The introduction of the M2A Plus capsule with its added localization feature also enables the company to employ a tiered selling approach for markets where a lower cost, no-frills product would be preferred, while also addressing the needs of more sophisticated, less price conscious users. Meron notes that among Given's future products will be improved software utilizing data-mining tools that enable the physician to extract additional diagnostic information from the capsule's images.

Gavriel Meron acknowledges that the most significant challenge facing Given is driving adoption among gastroenterologists, and critical to that mission is ensuring that the cost of the capsule and the procedure are reimbursed. The company uses a consultant-run reimbursement hotline to help physicians work with insurers to process payments that are currently filed under a miscellaneous reimbursement code for the capsule, with the recommendation that physicians get pre-approval for the procedural cost. California Medicare and Anthem Blue Cross and Blue Shield have both recently announced they will cover small bowel capsule enteroscopy, which brings coverage to more than 10 million insured patients in nine states.

As part of the effort to gain increased payer coverage and inform gastroenterologists about the benefits of the capsule procedure, Meron emphasizes that Given has been working with GI thought leaders on a range of clinical trials that have been appearing recently in peer-reviewed journals. The result is that the company was the talk of this year's Digestive Disease Week (DDW) conference, the major clinical gastroenterology meeting, held May 19-22 in San Francisco. At the conference, physicians presented 48 papers reviewing various aspects of capsule enteroscopy. These included the release of data that for the first time showed the capsule procedure to be advantageous in diagnosing Crohn's disease, pediatric cases, and celiac disease.

We Built It; Will They Come?

The fact that Given Imaging's system drew the biggest buzz at the DDW meeting reflects the level of interest gastroenterologists are beginning to show in the capsule technology. Now, the company must convert interest into adoption.

"There was tremendous skepticism early on," recalls David Cave about his colleagues' initial reactions to Given Imaging's system. "But now I'm getting those same, very skeptical surgeons referring patients to me." Surgeons are generally a conservative group by nature, and in the case of gastroenterologists, who have not seen a major diagnostic innovation in 25 years, there is tremendous inertia against new technologies, particularly something as drastic as Given's capsule, which Cave calls "a revolutionary, not evolutionary" technology shift.

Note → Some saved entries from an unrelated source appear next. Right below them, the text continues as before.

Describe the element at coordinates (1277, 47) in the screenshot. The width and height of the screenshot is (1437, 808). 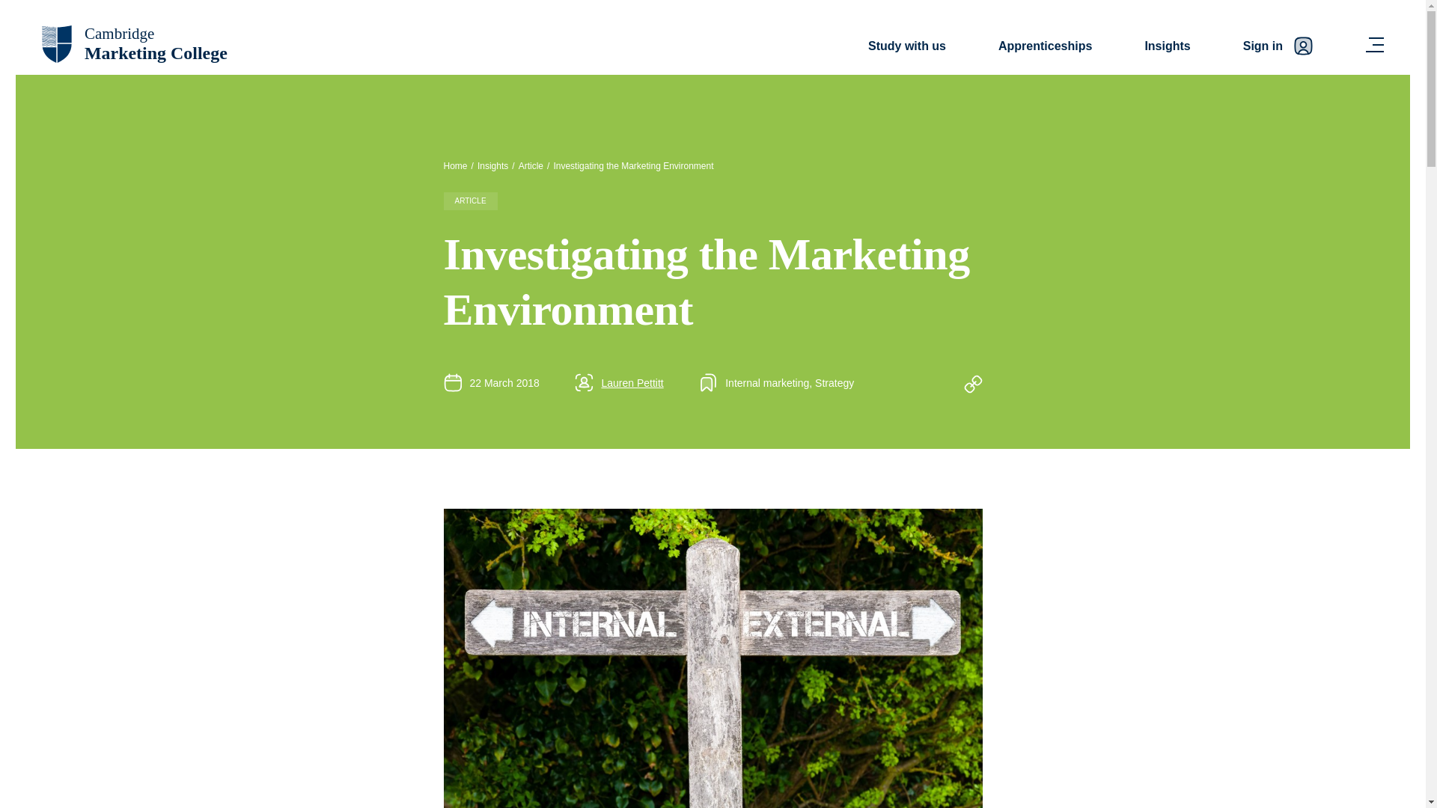
I see `Sign in` at that location.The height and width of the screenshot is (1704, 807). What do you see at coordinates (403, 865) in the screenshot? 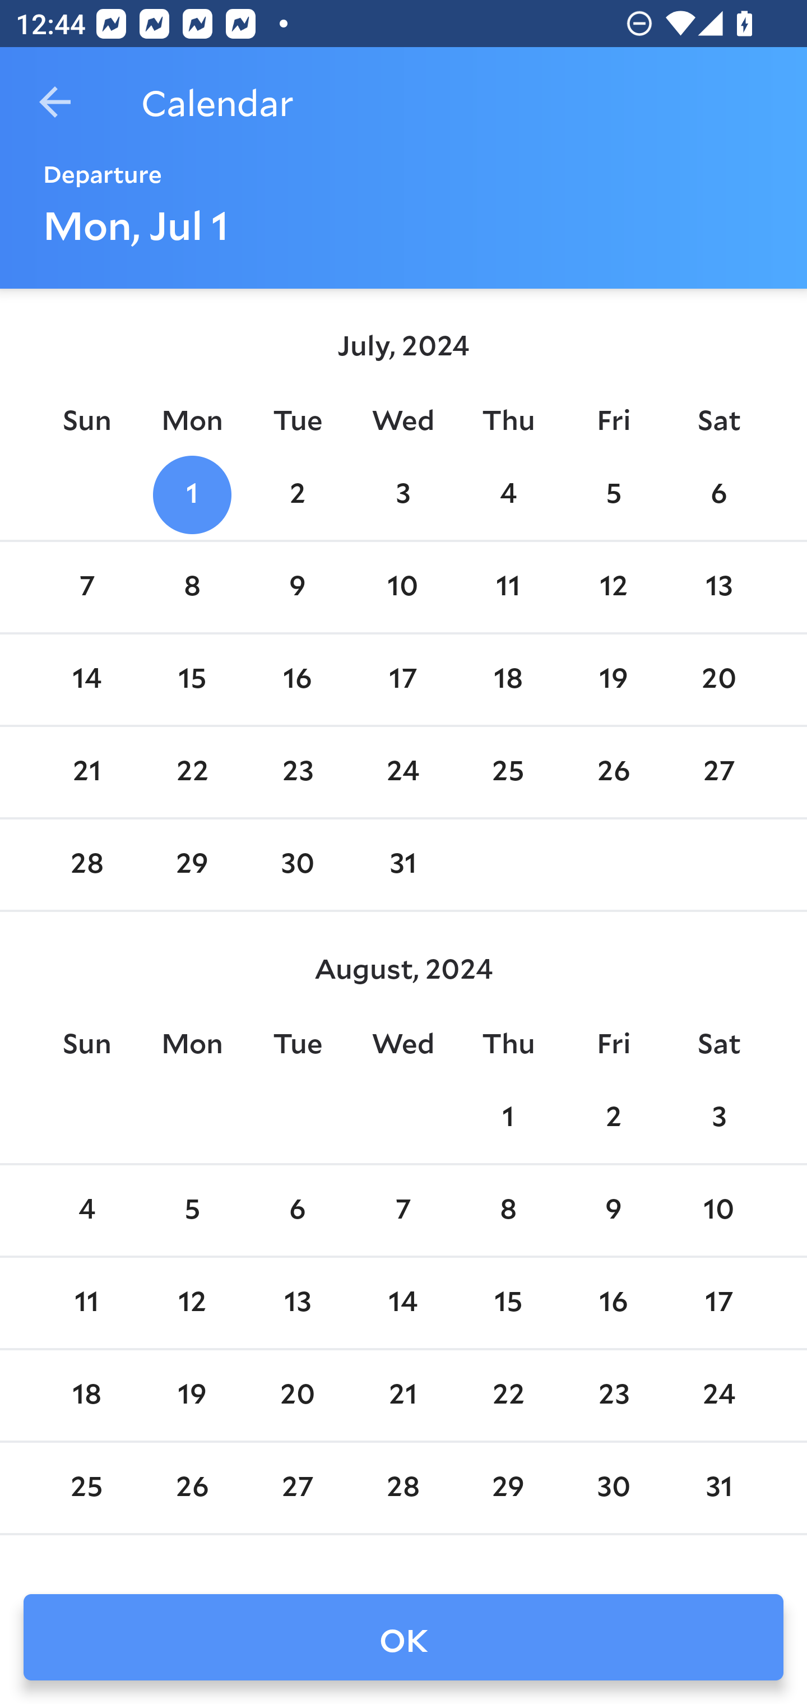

Gavriel Meron is confident that Given Imaging's system will, effectively, sell itself to gastroenterologists. "The physicians who criticize the device are those who have not used it. Once they are exposed to the system, it's a different world," he contends.

Given Imaging may indeed represent the first step into a different world. Gavriel Meron explains that the company's long-term objective is to establish Given's system as the first practically non-invasive tool to diagnose problems throughout the entire GI tract. But where Given is heading represents a much larger medical frontier than simply one particular part of the anatomy—nanotechnology.

There has been much talk about the future of nanotechnology in life sciences. Supporters hearken it as the ultimate answer for drug and device development, while skeptics are wary of the hype. Given Imaging's technology may actually represent a more viable form of nanotech, perhaps better termed micro- or mini-technology that represents the logical extension of the minimally-invasive direction in which medicine has been heading, both therapeutically and diagnostically.